Secret Service taps Nally for CIO post
Longtime Marines IT leader Brig. Gen. Kevin Nally is coming out of retirement to take over tech operations at the U.S. Secret Service.
Retired Brig. Gen. Kevin Nally
The Secret Service has a new CIO, and he’s a familiar face in federal IT circles. Retired Brig. Gen. Kevin Nally, who stepped down as CIO of the Marine Corps in July, assumed that position at the Secret Service on Nov. 15, an agency spokeswoman said.
Nally takes the IT reins of an agency beset by scandal – the latest coming this week when a Secret Service officer's gun, badge and flash drive were stolen from the officer's car near the agency’s Washington headquarters.
The IT challenges facing the Secret Service are not far removed from the scandals that are cable news fodder. For example, the crash of a quadcopter drone on White House grounds in January renewed attention on the Secret Service’s investments in drone mitigation technology.
In addition, The Secret Service has a set of very particular tech challenges based on the scope of its operations. USSS communications structure, including email, voice and radio, are determined by the White House Communications Agency. The Service, "cannot build or maintain its own structure," former Secret Service agent Jonathan Wackrow said in an email to FCW. The Secret Service has also been limited in its ability to rapidly deploy new technology across its entire workforce, so that "enhancements are compartmentalized rather than used as an agency wide initiative," Wackrow said.
The job will pay well into six figures, and give Nally the opportunity to "transform" how the Secret Service uses technology, from mobile phone modernization to "advanced surveillance and threat mitigation," according to a January job posting.
As Marine Corps CIO, Nally focused on collapsing the Corps' networks to make them less vulnerable to hacking, and said he felt empowered by the commandant to gain a clearer picture of the service’s IT footprint.
Nally, a former deputy director for C4 at U.S. Central Command, won a Federal 100 Award in 2012 for his efforts to virtualize USMC networks and consolidate data centers.
Asked to comment on his new position, the retired brigadier general wrote in an email, "I love the mission, the people."
The Secret Service has over the last several years undertaken a big IT overhaul dubbed the Information Integration and Technology Transformation, which had a fiscal 2015 budget of $45.6 million.
The program started from a low bar: a 2011 Department of Homeland Security inspector general report found that 42 applications supporting the agency’s mission were running on a 1980s IBM mainframe with a 68 percent "performance reliability rating."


**Problem to solve**:
Nothing but the lines from the one with "You are a GUI" down to the one with "The width and height of the screenshot is (1062, 507)." should be returned, exactly and with both ends included, from the material below.

**Given information**:
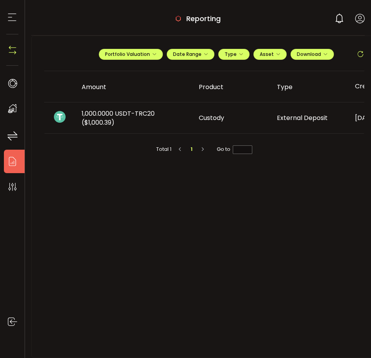 This screenshot has height=358, width=371. What do you see at coordinates (303, 118) in the screenshot?
I see `span: External Deposit` at bounding box center [303, 118].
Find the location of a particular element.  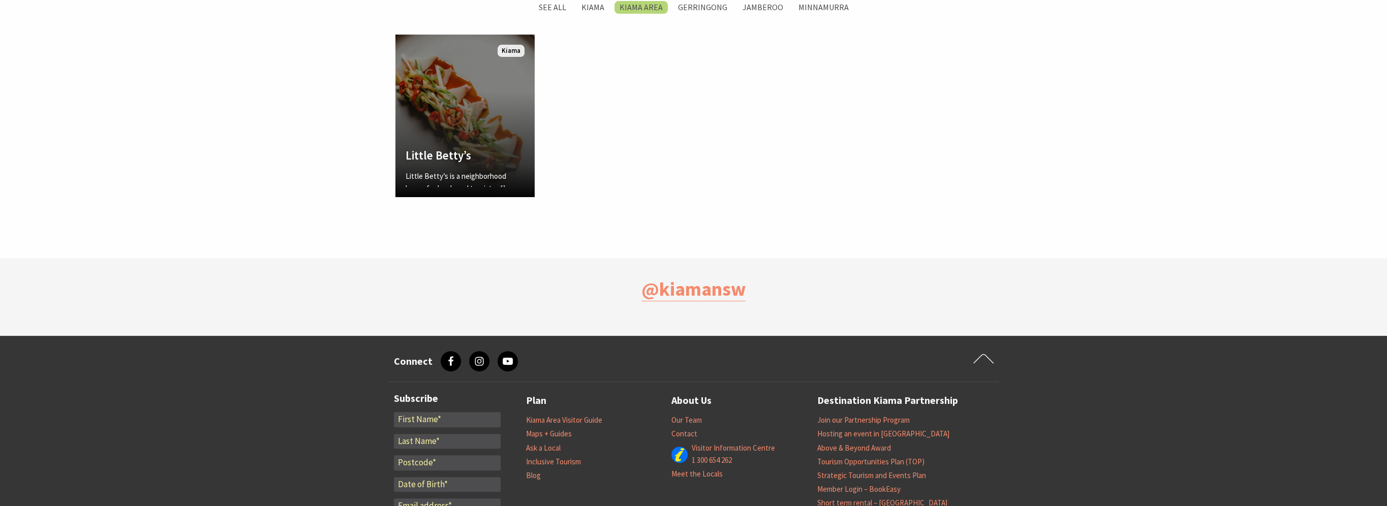

label: Gerringong is located at coordinates (702, 7).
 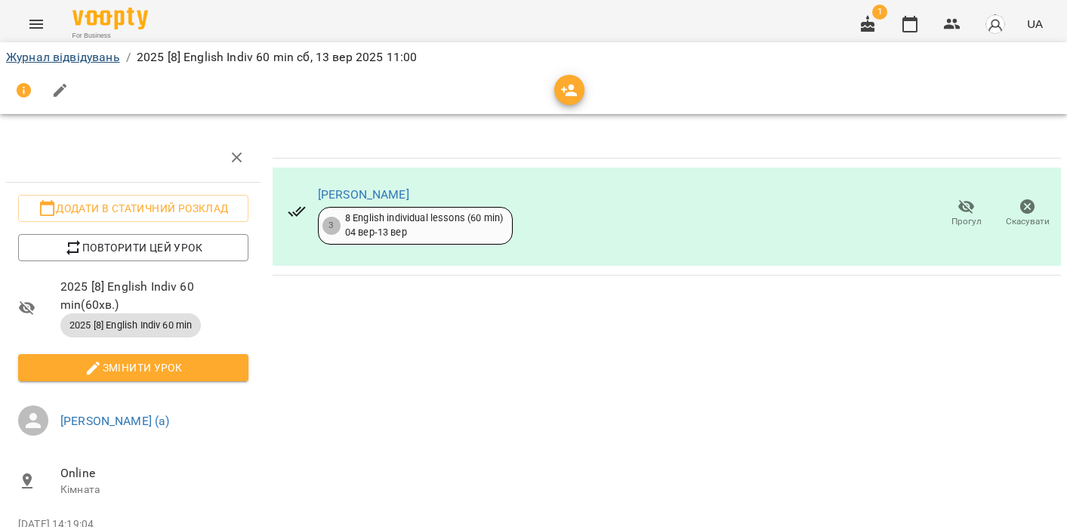 I want to click on span: Повторити цей урок, so click(x=133, y=248).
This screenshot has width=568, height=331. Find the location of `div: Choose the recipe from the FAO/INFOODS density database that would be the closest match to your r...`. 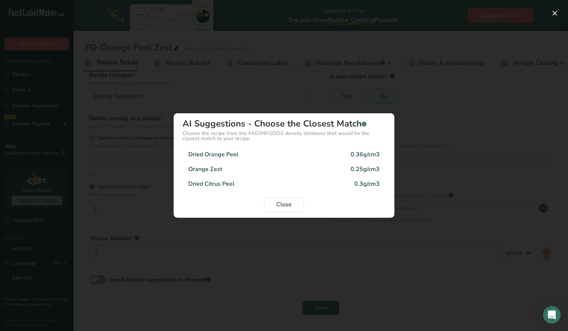

div: Choose the recipe from the FAO/INFOODS density database that would be the closest match to your r... is located at coordinates (284, 136).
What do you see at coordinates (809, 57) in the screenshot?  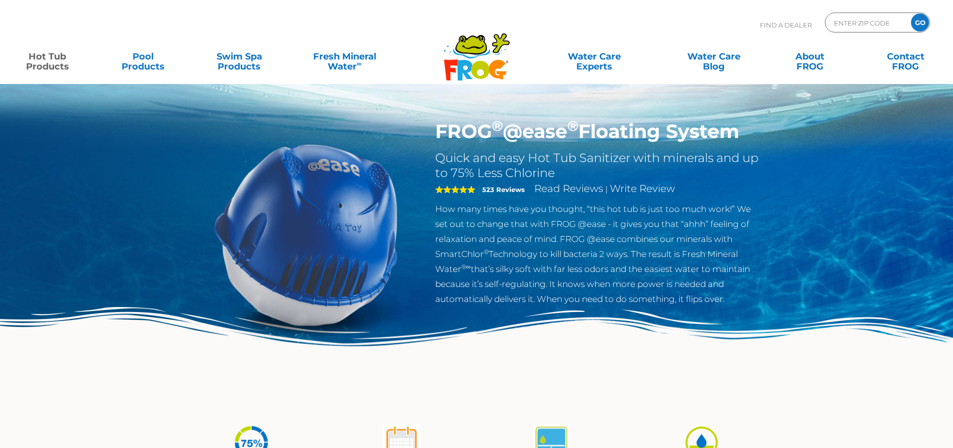 I see `a: AboutFROG` at bounding box center [809, 57].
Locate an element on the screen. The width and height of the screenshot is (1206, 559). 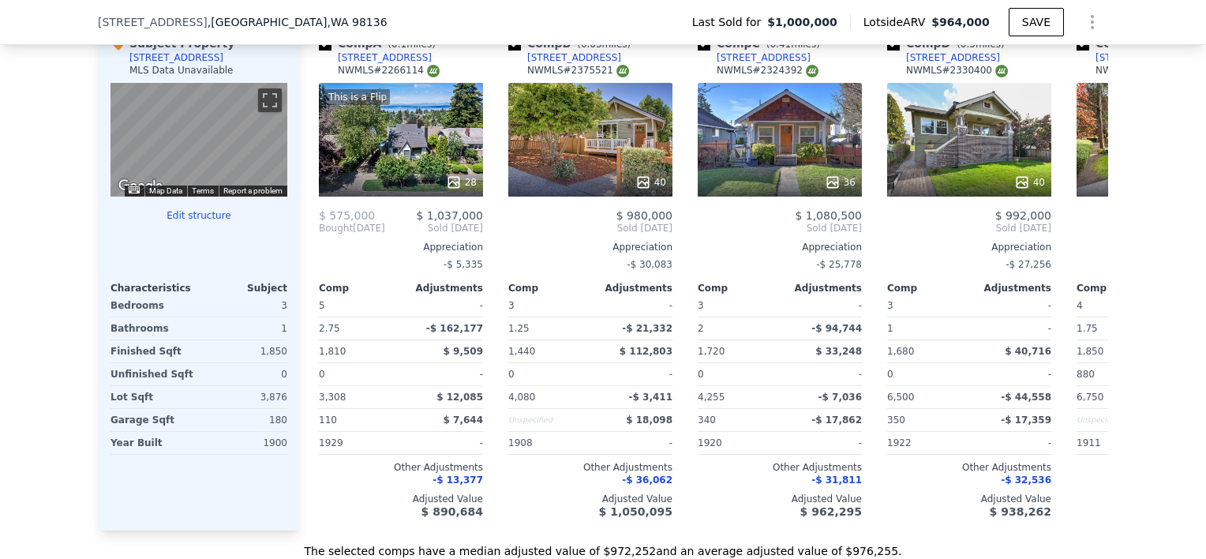
span: $ 1,080,500 is located at coordinates (828, 215).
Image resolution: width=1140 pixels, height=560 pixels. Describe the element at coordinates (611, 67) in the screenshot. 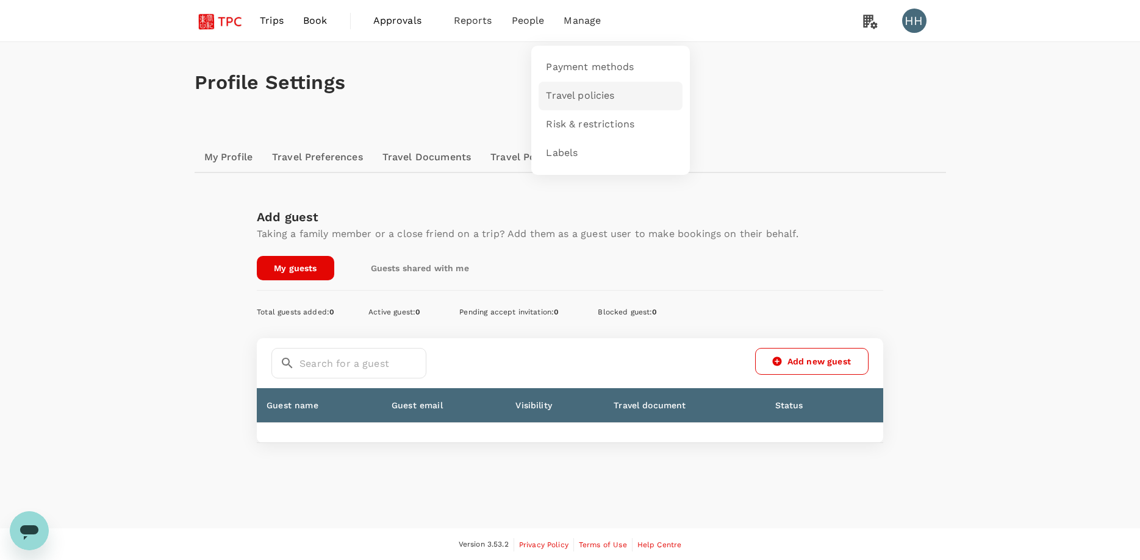

I see `a: Payment methods` at that location.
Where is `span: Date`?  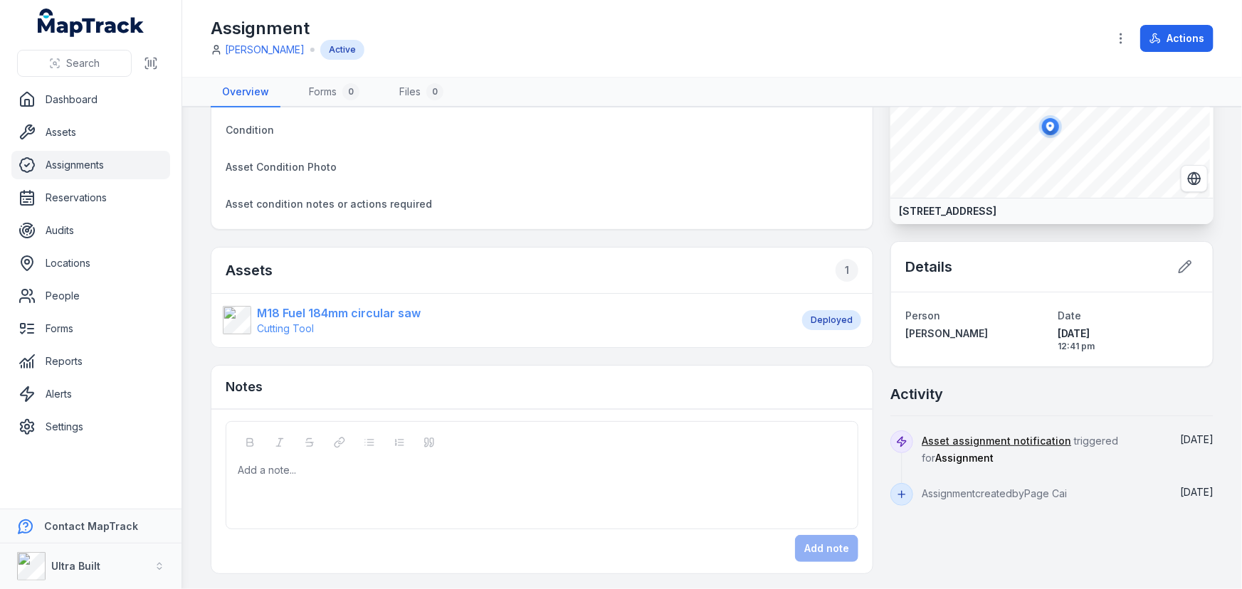
span: Date is located at coordinates (1069, 315).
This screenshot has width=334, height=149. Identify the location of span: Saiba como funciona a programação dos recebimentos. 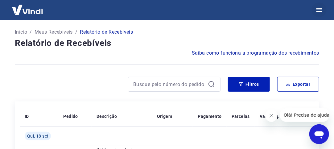
(255, 53).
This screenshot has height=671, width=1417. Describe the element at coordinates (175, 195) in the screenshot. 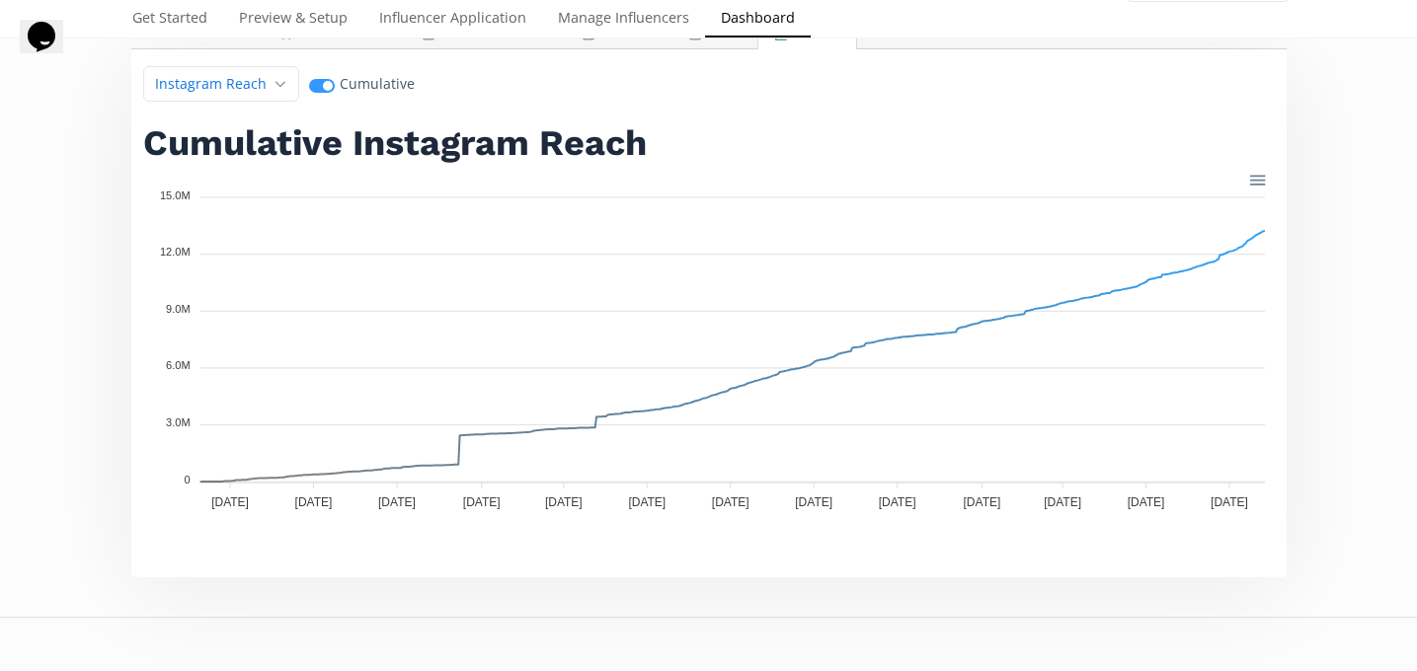

I see `tspan: 15.0M` at that location.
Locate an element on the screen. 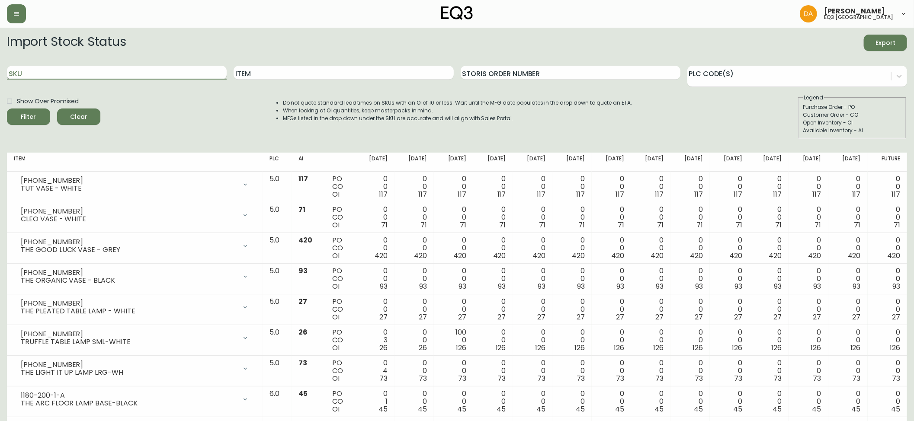 This screenshot has width=914, height=421. div: TUT VASE - WHITE is located at coordinates (128, 189).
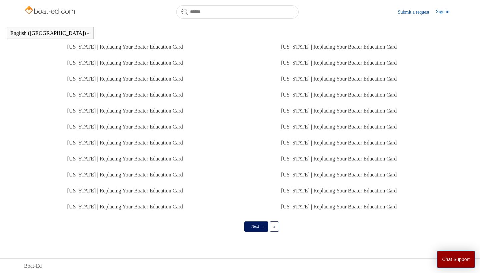  I want to click on img: Boat-Ed Help Center home page, so click(50, 11).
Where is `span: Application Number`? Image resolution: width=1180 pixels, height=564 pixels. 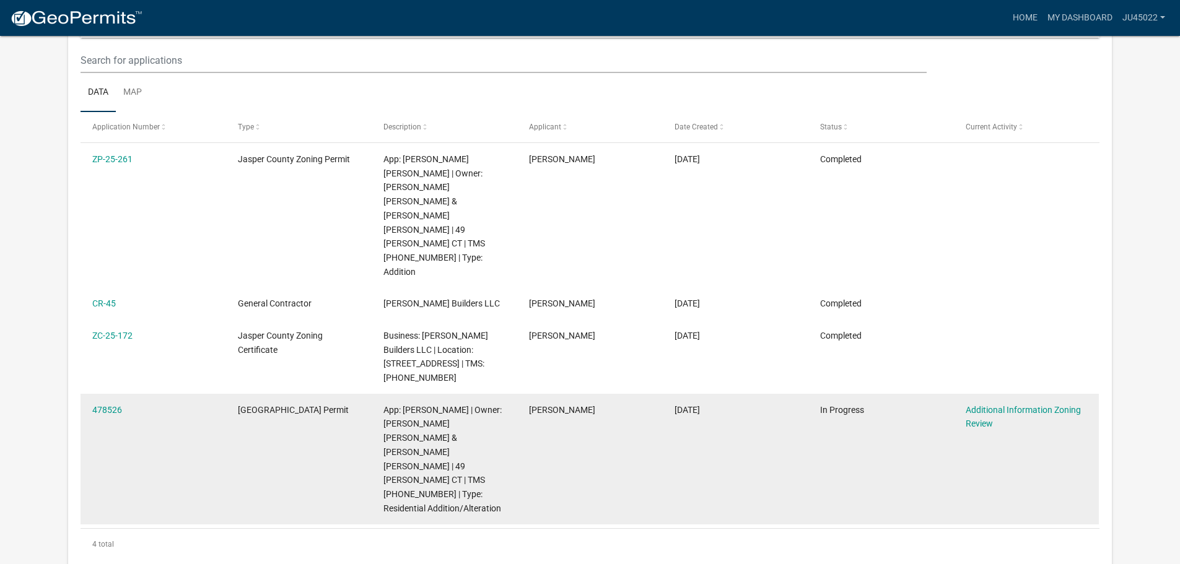
span: Application Number is located at coordinates (126, 127).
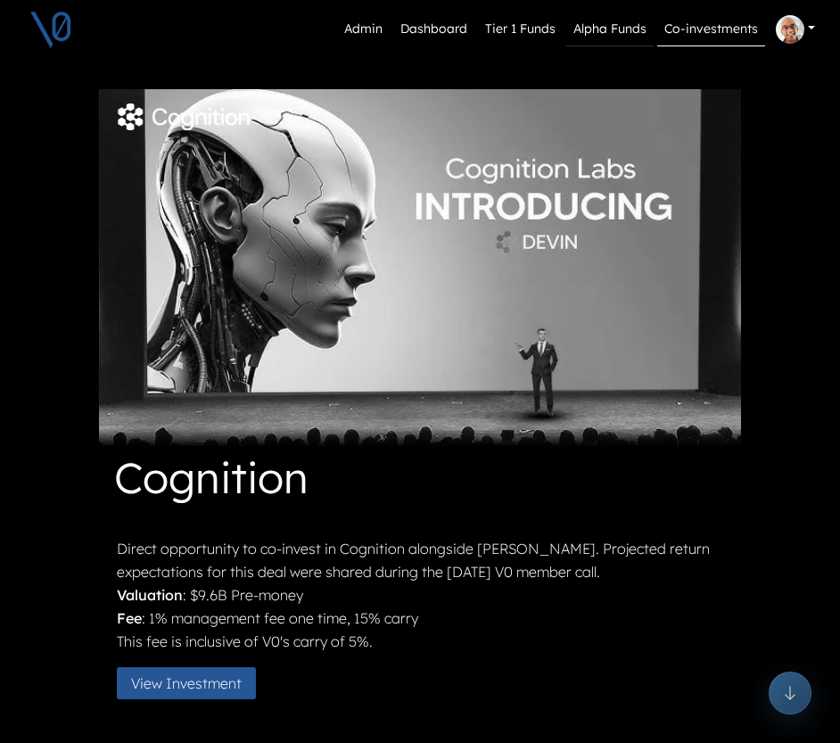  Describe the element at coordinates (194, 682) in the screenshot. I see `a: View Investment` at that location.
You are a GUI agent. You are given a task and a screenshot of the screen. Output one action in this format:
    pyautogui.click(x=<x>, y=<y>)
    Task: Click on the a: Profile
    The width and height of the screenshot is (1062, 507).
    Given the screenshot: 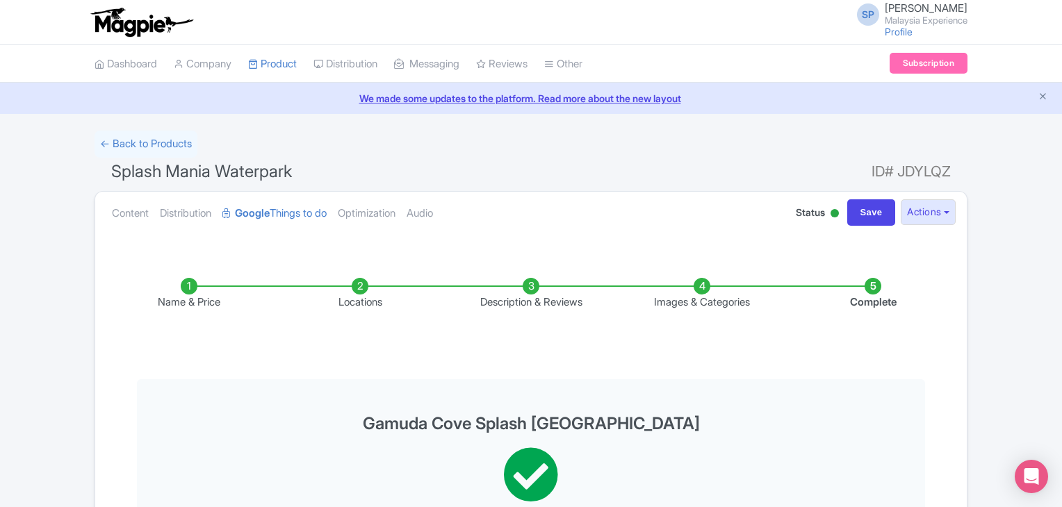 What is the action you would take?
    pyautogui.click(x=899, y=31)
    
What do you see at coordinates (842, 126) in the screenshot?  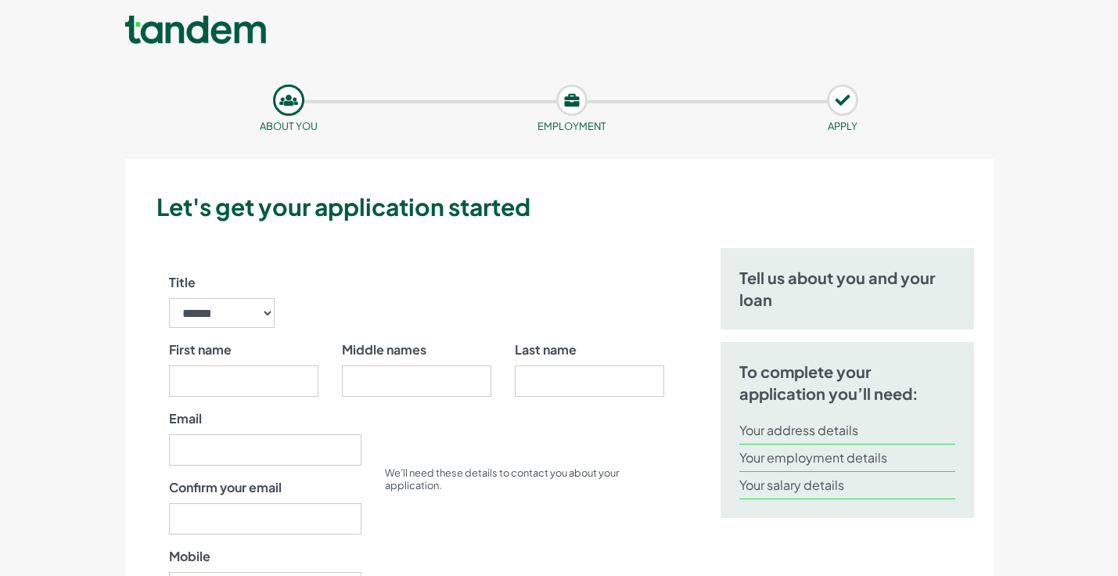 I see `small: APPLY` at bounding box center [842, 126].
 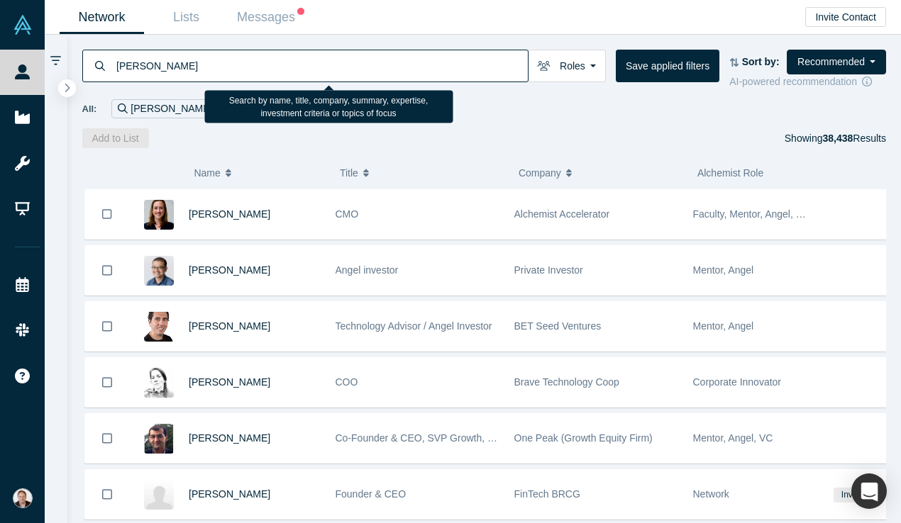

**Result of this exercise**:
You are a GUI agent. You are given a task and a screenshot of the screen. Output one action in this format:
    pyautogui.click(x=<x>, y=<y>)
    Task: Click on the a: Profile
    The width and height of the screenshot is (1062, 507).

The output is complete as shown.